Work required:
Reproduce precisely the lines of the listing below, starting with the line that contains "What do you see at coordinates (163, 351)" and stopping after the line that contains "is (834, 504)."; include nothing else.

Top of Material for this exercise

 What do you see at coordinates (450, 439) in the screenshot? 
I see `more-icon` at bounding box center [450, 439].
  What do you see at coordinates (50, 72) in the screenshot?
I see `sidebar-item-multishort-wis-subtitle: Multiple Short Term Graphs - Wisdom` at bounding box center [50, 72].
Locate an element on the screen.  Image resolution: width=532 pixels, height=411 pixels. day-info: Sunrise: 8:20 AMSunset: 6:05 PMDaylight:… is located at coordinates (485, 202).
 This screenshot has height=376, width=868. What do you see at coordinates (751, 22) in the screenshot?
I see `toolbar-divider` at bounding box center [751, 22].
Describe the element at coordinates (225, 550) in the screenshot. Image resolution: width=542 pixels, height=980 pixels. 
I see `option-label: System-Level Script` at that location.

Bottom of Material for this exercise
Top of Material for this exercise

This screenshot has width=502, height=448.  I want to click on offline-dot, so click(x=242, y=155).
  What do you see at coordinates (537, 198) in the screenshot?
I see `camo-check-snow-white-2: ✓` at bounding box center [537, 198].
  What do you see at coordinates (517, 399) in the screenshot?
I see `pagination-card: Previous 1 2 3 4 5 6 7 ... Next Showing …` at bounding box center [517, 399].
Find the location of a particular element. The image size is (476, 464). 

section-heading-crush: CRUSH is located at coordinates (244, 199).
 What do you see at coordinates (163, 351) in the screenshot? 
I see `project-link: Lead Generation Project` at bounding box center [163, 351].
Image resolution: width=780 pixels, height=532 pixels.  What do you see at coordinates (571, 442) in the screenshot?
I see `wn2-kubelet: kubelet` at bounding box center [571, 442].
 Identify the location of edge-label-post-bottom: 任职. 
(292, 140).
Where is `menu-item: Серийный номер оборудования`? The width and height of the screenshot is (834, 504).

Bottom of Material for this exercise

Output:
 What do you see at coordinates (163, 351) in the screenshot? 
I see `project-link: Lead Generation Project` at bounding box center [163, 351].
Image resolution: width=780 pixels, height=532 pixels.  What do you see at coordinates (571, 442) in the screenshot?
I see `wn2-kubelet: kubelet` at bounding box center [571, 442].
 Identify the location of edge-label-post-bottom: 任职. 
(292, 140).
Where is `menu-item: Серийный номер оборудования`? The width and height of the screenshot is (834, 504).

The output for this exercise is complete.